I have a great piece of jQuery that swaps an image when the user hovers on an image. Check out the code below to see it.
It uses mouseenter
and mouseleave
.
I would like to modify it so that the image swap triggers when a specific input/label is :checked
.
You can see my demo page here:
http://test.davewhitley.com/not-wp/static_folder/index.php
To give you some background, I have 4 inputs/labels. When one is checked, a group of images will be swapped from black and white to their color version. I have two files for every image (image_s.jpg and image_o.jpg).
I am using the :checked
pseudo class to do some filtering. When an input is checked, some images remain full opacity
and other reduce to opacity:0.1
I want only the images that remain full opacity after checking the input to be color.
So basically I want to say in javascript:
Whenever an input is :checked
within #container
swap _s.jpg
with _o.jpg
.
Any help would be great.
UPDATE 1:
To clarify:
There is no image swap happening in the demo. The opacity
is just changed when an input is checked. In addition to the opacity change, I would like an image swap. All of the images would be black and white by default, and when an input is selected, the selected images would change from black and white to color (by using an image swap).
UPDATE 2: To put it simply, I would like all of the images to be black and white until the user clicks on one of the filter labels (print, web, typefaces, etc.) When a label is clicked, the non-filtered images will lower in opacity and the filtered images that remain full opacity will swap to a color image.
UPDATE 3: I can't seem to get the below answers to work for me. I am willing to abandon the input/:checked/pseudo-class filtering technique if it gets the job done. Also, I working test would help me a lot (JSfiddle).
Here is the image swap javascript:
$('.imgover').each(function() {
var std = $(this).attr("src");
var hover = std.replace("_s", "_o");
$(this).clone().insertAfter(this).attr('src', hover).removeClass('imgover').siblings().css({
position:'absolute'
});
$(this).mouseenter(function() {
$(this).stop().fadeTo(200, 0);
}).mouseleave(function() {
$(this).stop().fadeTo(200, 1);
});
});
I think there's a simpler way to achieve your desired effect without pseudo classes.
You could give each link wrapping an image a class and id, and using CSS declare the bg image for each link. Then tie each input to a link, and using
.hover()
and/or.click()
, alter the CSS and thusly the bg image.Something like:
A couple ways to get fancy/efficient with it:
1) Use image sprites to make sure all images load at the same time, providing a consistent UX to users with varying connections speeds. E.g.:
2) If using sprites with a finite amount of input/image pairs or identically sized images, add some easing animation to your transitions by defining the positions of the black and white and color images within your sprites image. NOTE: this would require some basic CSS positioning, wrapping absolutely positioned links with relatively positioned elements. E.g.:
3) The provided code gives you an opportunity to get away from using inputs. Unless you're gathering data using the inputs, it might benefit you in both JavaScript versatility and SEO to use a
<ul>
, or if you're using HTML5, a<nav>
.Currently it seems you're missing the
imgover
class on your images and theirsrc
is wrong (_e
instead of_s
), so the hover/swap doesn't work at all.Just to get going, I fixed that by executing
in the console first.
Then re-apply the image-swapping code, as modified here:
This appears to work. Note though that for some reason the b/w pictures are scale too big, probably a problem with your CSS. Applying the following fixes that well enough to see the swapping working as intended:
The only change I made to the swapping code was adding the
isActive
function add checking that before performing the swap.isActive
extracts the i image group id from the class of its parent<li>
, and then checks if the corresponding input#select-type-[id]
(or the#select-type-all
-input) is checked.Ooops, I see now that you wanted the swapping to be triggered by the filtering directly. To do that, try this instead:
Not the most effective or elegant solution (binding an
onchange
event for each image), but it gets the job done.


__Instructions to follow__
Go through the entries below and print each one exactly, leaving out pictures.

::: Data

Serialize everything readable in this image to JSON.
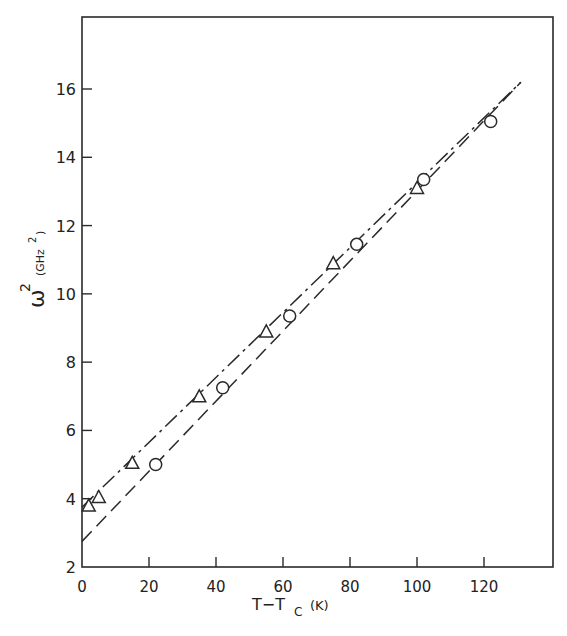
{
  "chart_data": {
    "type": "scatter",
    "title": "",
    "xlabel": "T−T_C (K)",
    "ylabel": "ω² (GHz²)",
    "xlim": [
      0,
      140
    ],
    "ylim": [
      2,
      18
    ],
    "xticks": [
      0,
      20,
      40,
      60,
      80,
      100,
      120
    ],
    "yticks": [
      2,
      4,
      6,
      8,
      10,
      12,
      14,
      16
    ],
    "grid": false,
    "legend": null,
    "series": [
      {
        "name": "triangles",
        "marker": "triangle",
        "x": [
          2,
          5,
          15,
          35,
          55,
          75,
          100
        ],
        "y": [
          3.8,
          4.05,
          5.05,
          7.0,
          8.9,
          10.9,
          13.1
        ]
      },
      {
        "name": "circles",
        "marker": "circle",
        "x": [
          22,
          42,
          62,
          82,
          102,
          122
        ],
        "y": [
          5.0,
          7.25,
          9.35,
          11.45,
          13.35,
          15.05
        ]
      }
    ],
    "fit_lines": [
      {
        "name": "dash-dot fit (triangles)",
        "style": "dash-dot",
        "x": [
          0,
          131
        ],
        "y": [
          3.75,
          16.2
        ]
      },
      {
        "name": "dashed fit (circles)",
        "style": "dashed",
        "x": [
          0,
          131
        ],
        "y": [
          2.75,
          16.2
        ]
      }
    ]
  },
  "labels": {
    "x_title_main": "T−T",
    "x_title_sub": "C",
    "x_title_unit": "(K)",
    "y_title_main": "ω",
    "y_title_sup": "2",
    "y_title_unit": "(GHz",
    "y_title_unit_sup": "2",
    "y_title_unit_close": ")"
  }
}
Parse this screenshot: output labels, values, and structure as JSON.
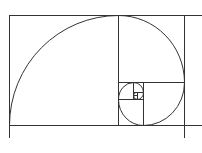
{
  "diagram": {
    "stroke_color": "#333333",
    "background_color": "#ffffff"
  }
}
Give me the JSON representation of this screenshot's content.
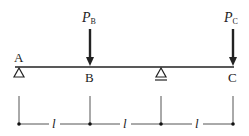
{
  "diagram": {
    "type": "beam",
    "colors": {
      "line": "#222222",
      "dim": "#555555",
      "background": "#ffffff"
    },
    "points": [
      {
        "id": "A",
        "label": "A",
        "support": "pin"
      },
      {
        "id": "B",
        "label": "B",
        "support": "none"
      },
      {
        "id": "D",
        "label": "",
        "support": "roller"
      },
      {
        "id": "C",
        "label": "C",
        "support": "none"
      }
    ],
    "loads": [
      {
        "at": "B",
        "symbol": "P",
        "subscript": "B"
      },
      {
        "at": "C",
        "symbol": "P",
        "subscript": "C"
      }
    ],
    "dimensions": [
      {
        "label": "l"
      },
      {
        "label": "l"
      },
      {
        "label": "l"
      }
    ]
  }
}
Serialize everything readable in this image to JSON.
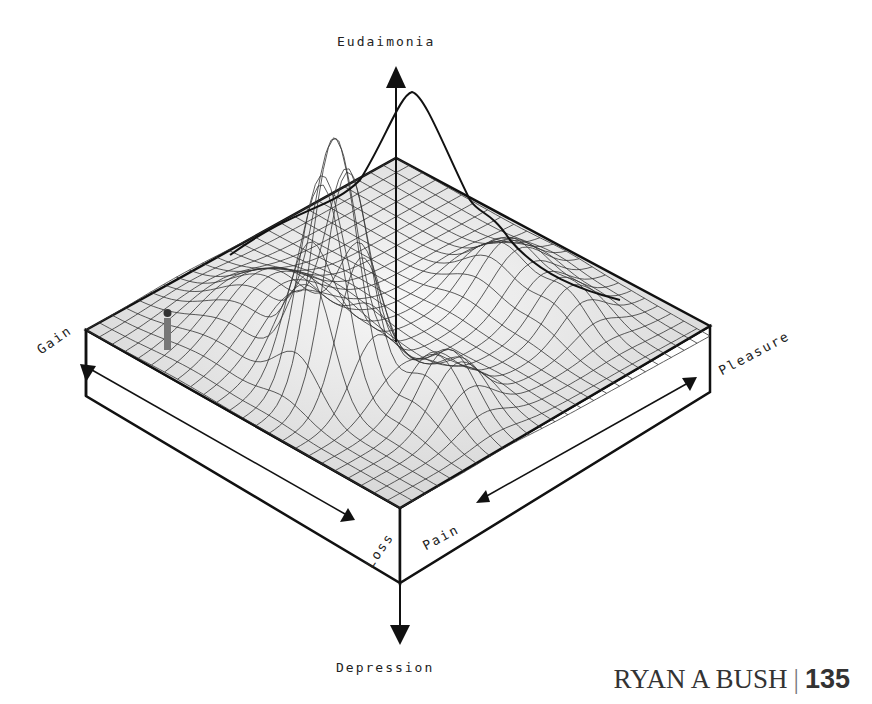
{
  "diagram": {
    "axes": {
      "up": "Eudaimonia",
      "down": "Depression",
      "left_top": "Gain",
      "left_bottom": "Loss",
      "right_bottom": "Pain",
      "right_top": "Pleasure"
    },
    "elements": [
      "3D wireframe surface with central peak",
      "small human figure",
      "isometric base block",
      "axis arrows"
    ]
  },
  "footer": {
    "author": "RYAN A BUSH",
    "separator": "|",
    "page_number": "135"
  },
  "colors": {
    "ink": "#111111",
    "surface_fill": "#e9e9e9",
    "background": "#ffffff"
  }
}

::::::

__Written answer__
Serialize everything readable in this image to JSON.
{
  "chart_data": {
    "type": "scatter",
    "title": "",
    "xlabel": "T−T_C (K)",
    "ylabel": "ω² (GHz²)",
    "xlim": [
      0,
      140
    ],
    "ylim": [
      2,
      18
    ],
    "xticks": [
      0,
      20,
      40,
      60,
      80,
      100,
      120
    ],
    "yticks": [
      2,
      4,
      6,
      8,
      10,
      12,
      14,
      16
    ],
    "grid": false,
    "legend": null,
    "series": [
      {
        "name": "triangles",
        "marker": "triangle",
        "x": [
          2,
          5,
          15,
          35,
          55,
          75,
          100
        ],
        "y": [
          3.8,
          4.05,
          5.05,
          7.0,
          8.9,
          10.9,
          13.1
        ]
      },
      {
        "name": "circles",
        "marker": "circle",
        "x": [
          22,
          42,
          62,
          82,
          102,
          122
        ],
        "y": [
          5.0,
          7.25,
          9.35,
          11.45,
          13.35,
          15.05
        ]
      }
    ],
    "fit_lines": [
      {
        "name": "dash-dot fit (triangles)",
        "style": "dash-dot",
        "x": [
          0,
          131
        ],
        "y": [
          3.75,
          16.2
        ]
      },
      {
        "name": "dashed fit (circles)",
        "style": "dashed",
        "x": [
          0,
          131
        ],
        "y": [
          2.75,
          16.2
        ]
      }
    ]
  },
  "labels": {
    "x_title_main": "T−T",
    "x_title_sub": "C",
    "x_title_unit": "(K)",
    "y_title_main": "ω",
    "y_title_sup": "2",
    "y_title_unit": "(GHz",
    "y_title_unit_sup": "2",
    "y_title_unit_close": ")"
  }
}
Parse this screenshot: output labels, values, and structure as JSON.
{
  "diagram": {
    "stroke_color": "#333333",
    "background_color": "#ffffff"
  }
}
Give me the JSON representation of this screenshot's content.
{
  "diagram": {
    "type": "beam",
    "colors": {
      "line": "#222222",
      "dim": "#555555",
      "background": "#ffffff"
    },
    "points": [
      {
        "id": "A",
        "label": "A",
        "support": "pin"
      },
      {
        "id": "B",
        "label": "B",
        "support": "none"
      },
      {
        "id": "D",
        "label": "",
        "support": "roller"
      },
      {
        "id": "C",
        "label": "C",
        "support": "none"
      }
    ],
    "loads": [
      {
        "at": "B",
        "symbol": "P",
        "subscript": "B"
      },
      {
        "at": "C",
        "symbol": "P",
        "subscript": "C"
      }
    ],
    "dimensions": [
      {
        "label": "l"
      },
      {
        "label": "l"
      },
      {
        "label": "l"
      }
    ]
  }
}
Serialize everything readable in this image to JSON.
{
  "diagram": {
    "axes": {
      "up": "Eudaimonia",
      "down": "Depression",
      "left_top": "Gain",
      "left_bottom": "Loss",
      "right_bottom": "Pain",
      "right_top": "Pleasure"
    },
    "elements": [
      "3D wireframe surface with central peak",
      "small human figure",
      "isometric base block",
      "axis arrows"
    ]
  },
  "footer": {
    "author": "RYAN A BUSH",
    "separator": "|",
    "page_number": "135"
  },
  "colors": {
    "ink": "#111111",
    "surface_fill": "#e9e9e9",
    "background": "#ffffff"
  }
}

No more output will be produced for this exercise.